INPUT.

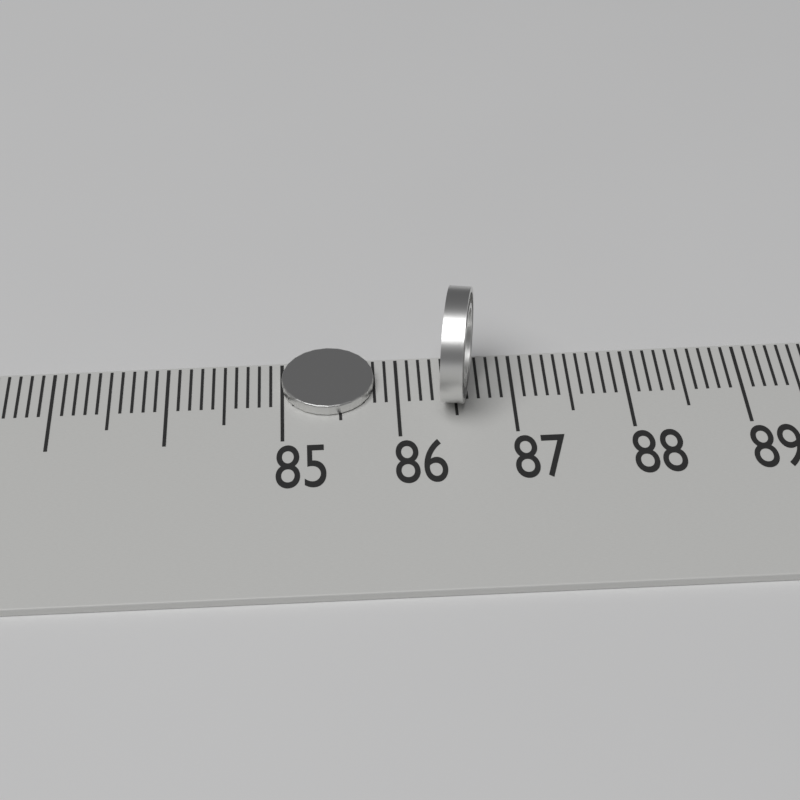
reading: 85.8 (no unit)
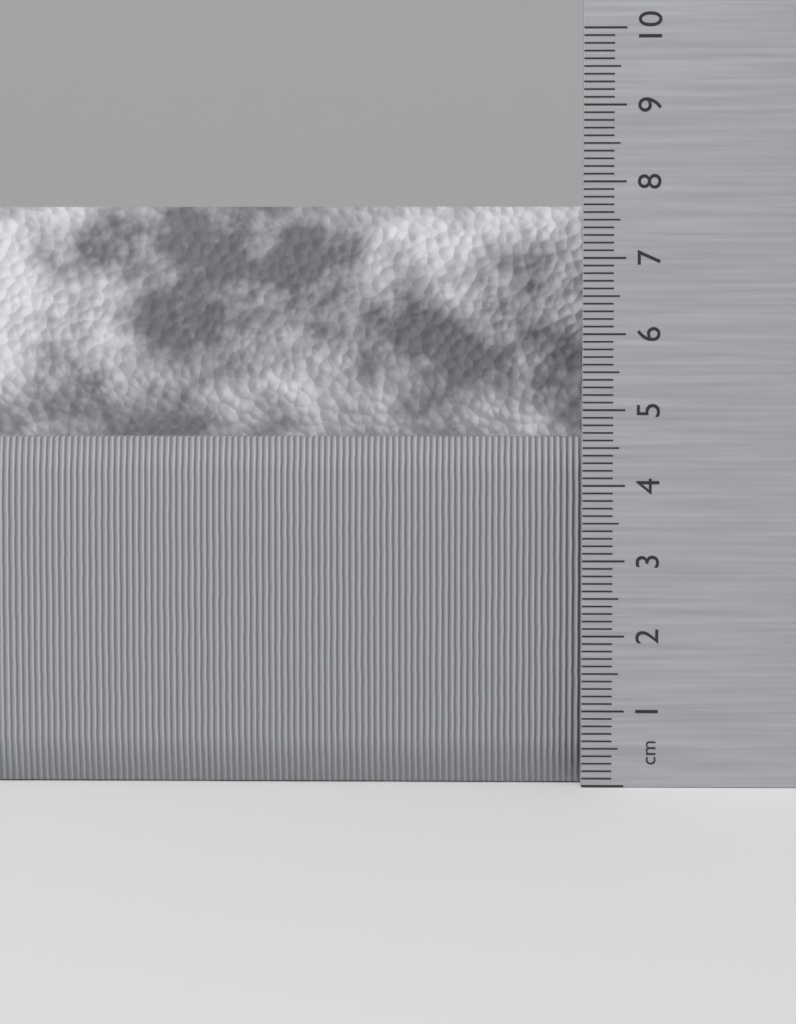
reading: 7.7 cm
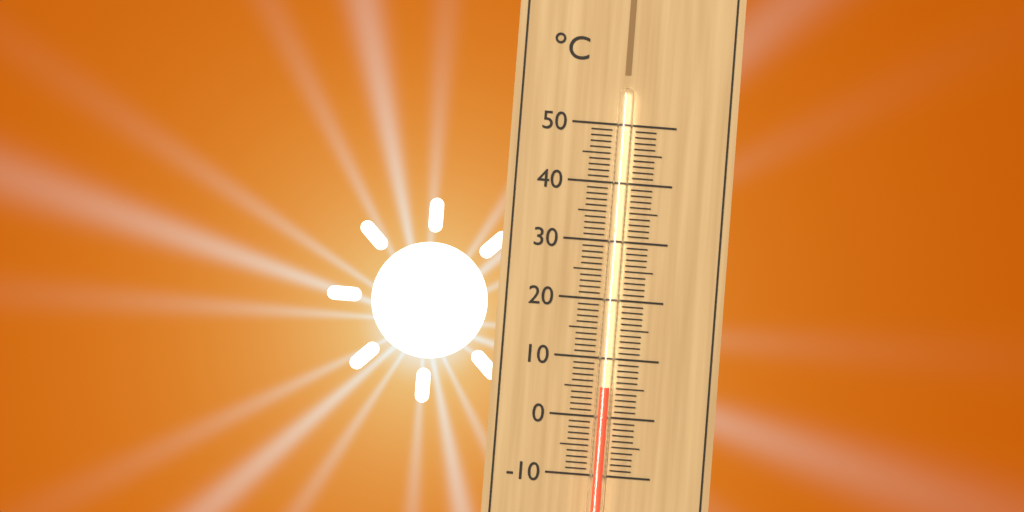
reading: 5 °C
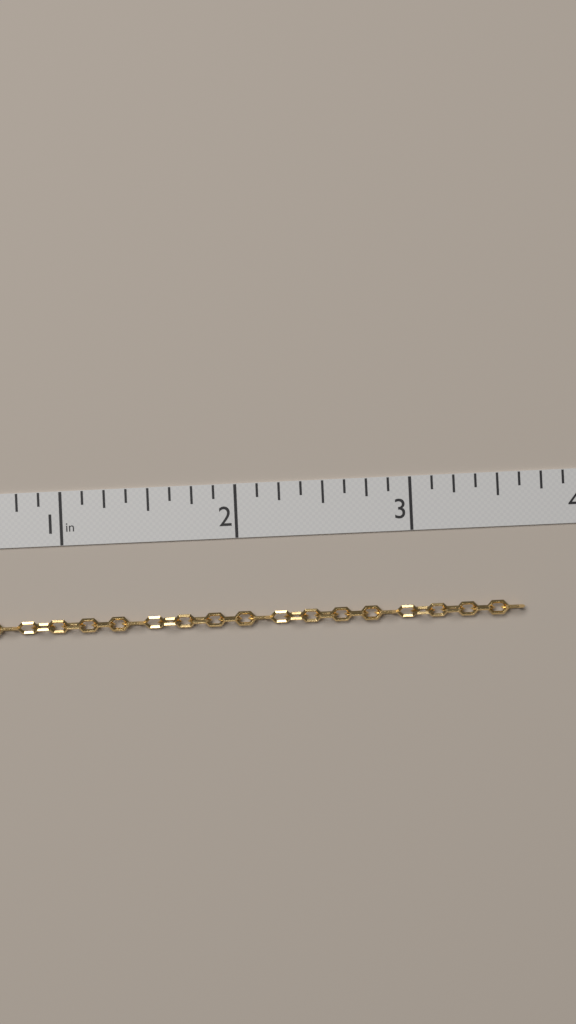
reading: 3.625 in
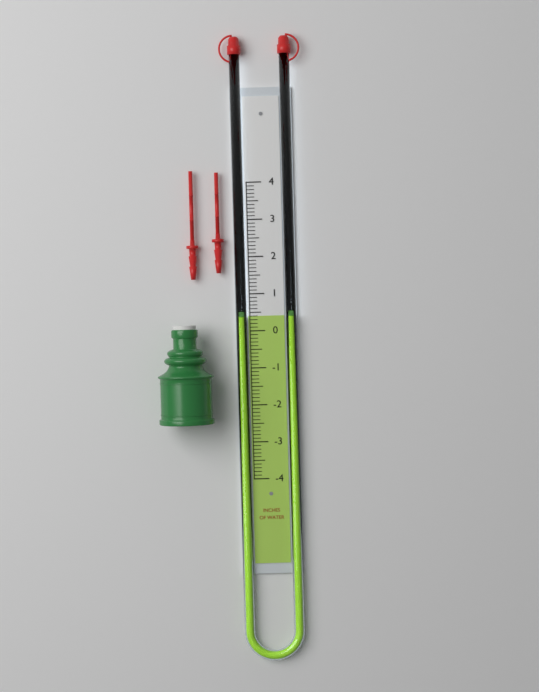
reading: 0.4 in
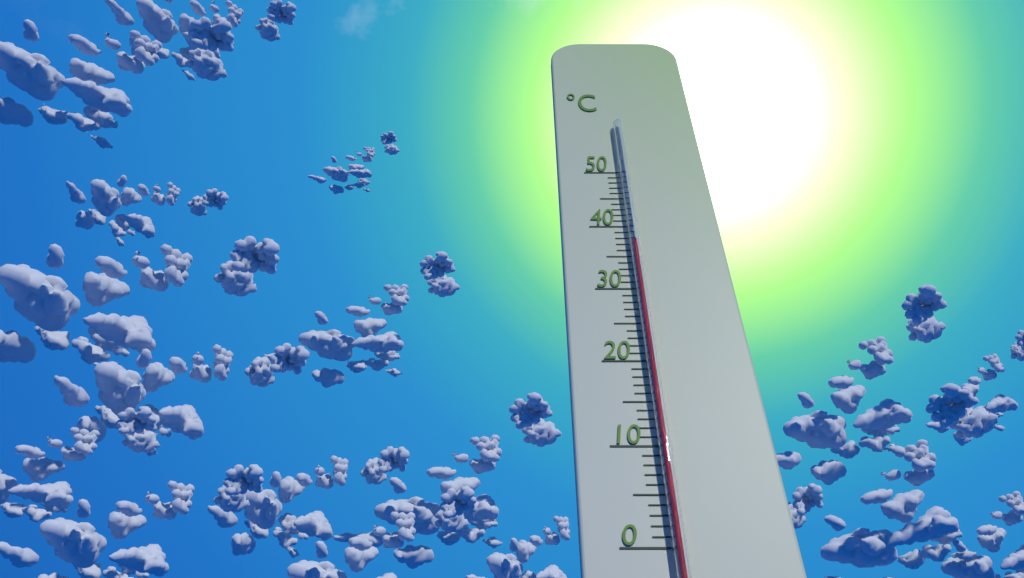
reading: 37 °C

WORK TO COMPLETE. Everything in the data must be printed verbatim except the pictures.

ANSWER TO THIS EXERCISE.
reading: 85.8 (no unit)
reading: 7.7 cm
reading: 5 °C
reading: 3.625 in
reading: 0.4 in
reading: 37 °C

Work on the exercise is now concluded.